EXERCISE DIRECTIONS:
When you retype the data, keep every word exactly and include none of the pictures.

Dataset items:
☆ ☆ ☆ ☆ ☆ ☆ ☆
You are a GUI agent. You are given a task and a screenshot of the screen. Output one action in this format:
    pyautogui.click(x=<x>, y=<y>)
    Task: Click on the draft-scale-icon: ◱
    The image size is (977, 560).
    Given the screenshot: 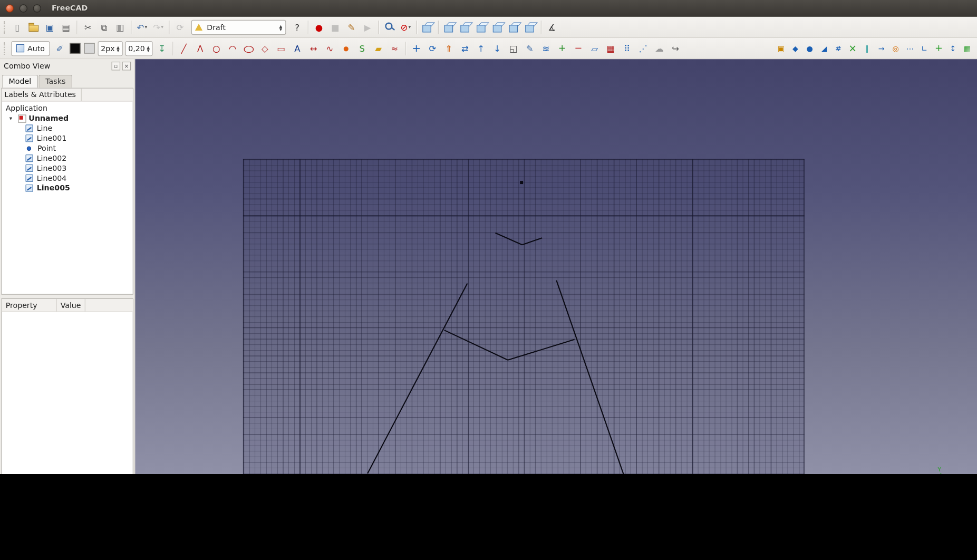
☆ ☆ ☆ ☆ ☆ ☆ ☆
RESULT OF THIS EXERCISE:
You are a GUI agent. You are given a task and a screenshot of the screen. Output one action in this format:
    pyautogui.click(x=<x>, y=<y>)
    Task: Click on the draft-scale-icon: ◱
    The image size is (977, 560).
    Given the screenshot: 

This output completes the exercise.